A Quote by Sloane Crosley

For a long time I wanted to draw, but I could never get the proportions right. My still life sketches were the artistic equivalent of someone who has misjudged the space constraints of a postcard, the handwriting shrinking uncomfortably at the bottom.
The teacher showed us how to see proportions, relationships, light and shadow, negative space, and space between space - something I never noticed before! In one week, I went from not knowing how to draw to sketching a detailed portrait. It literally changed the way I see things.
Eleanor hadn't written him a letter. It was a postcard. GREETINGS FROM THE LAND OF 10,000 LAKES it said on the front. Park turned it over and recognized her scratchy handwriting. It filled his head with song lyrics. He sat up. He smiled. Something heavy and winged took off from his chest. Eleanor hadn't written him a letter, it was a postcard. Just three words long.
When I travel, I draw and paint sketches which is great fun. And as long as you are fully aware that it has nothing to do with actual art, I think that's all right.
If you wanted to pursue some kind of artistic pursuit and you had another career, then you would definitely fall back on it because it would take so long. I never believed I could do two things at once. The jobs I had were minimum wage jobs that you wouldn't want to pursue for too long, or that couldn't really take over your life.
Bottom line, Eliza— you’re my home and my family, and I don’t want to lose you. I could lose everything else, and as long as I still had you and a guitar I know I’d be all right. Do you get what I’m saying?
I'm an artistic kind of person. I draw. I've drawn my whole life. When you have an imaginative mind, I think the artistic form manifests itself in different ways. When I was younger, I used to draw murals for people.

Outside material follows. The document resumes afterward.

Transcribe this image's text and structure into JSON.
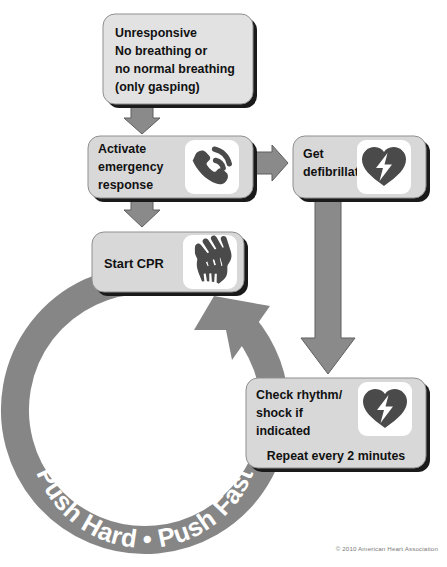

There were some jobs I wanted that weren't necessarily right for me at the time. The ones I thought I'd never get, I got. As long as I am doing the best work I can possibly do at any given time, I can't do any better than that.
A friend of mine passed away unexpectedly at the very end of making 'Ghosts', someone who had been as close to me as someone could get, someone who was far too young. But I couldn't really sing about it for a long time - not in the way I would have wanted to.
I never wanted to live a relatable life, I wanted to live an aspirational life. I didn't want to see people who had my life on TV. I wanted to see other lives, right, and so I was always trying to get as much of that stuff as I could.
The principle factor in my success has been an absolute desire to draw constantly. I never decided to be an artist. Simply, I couldn't stop myself from drawing. I drew for my own pleasure. I never wanted to know whether or not someone liked my drawings. I have never kept one of my drawings. I drew on walls, the school blackboard, odd bits of paper, the walls of barns. Today I'm still as fond of drawings as when I was a kid - and that was a long time ago - but, surprising as it may seem, I never thought about the money I would receive for my drawings. I simply drew them.
That's right... I never felt a sense of superiority because I could see spirits. And I never once thought that I could make a living or help someone with it. I just longed for a life where I couldn't see them. And I finally got what I always wanted.
It's fun playing villains. It's people who are not held by any moral constraints - or any constraints, for that matter. It's a chance to be completely off the leash and do things that you never could in real life.
Remember that postcard Grandpa sent us from Florida of that Alligator biting that woman's bottom? That's right, we all thought it was hilarious. But, it turns out we were wrong. That alligator was sexually harassing that woman.
I wanted to be self-sufficient, I wanted to take care of myself, and I wanted to learn. I wanted to travel, I wanted to see the world and have my eyes opened. I wanted to be consistently challenged, and I knew I needed to be creative in some way. When I got my job in a bar and I could pay for my tuition and go on auditions and sometimes get jobs that I loved and pay my rent, I knew that I would be all right. That's when my dreams came true, long before the telephone rang and someone said, 'Come and meet Tom Cruise'".
That's why when I send a postcard I quiz people. "Hey, did you get that postcard?" "Yeah, yeah yeah." "Well what'd I say?" "Uh, you were havin-" "I was in jail"
I was just dying to get out of the constraints of television, and the constraints of the parts I'd been playing. I had taken a bunch of improv classes and was performing with The Groundlings. I wanted to get into more adult, risky stuff.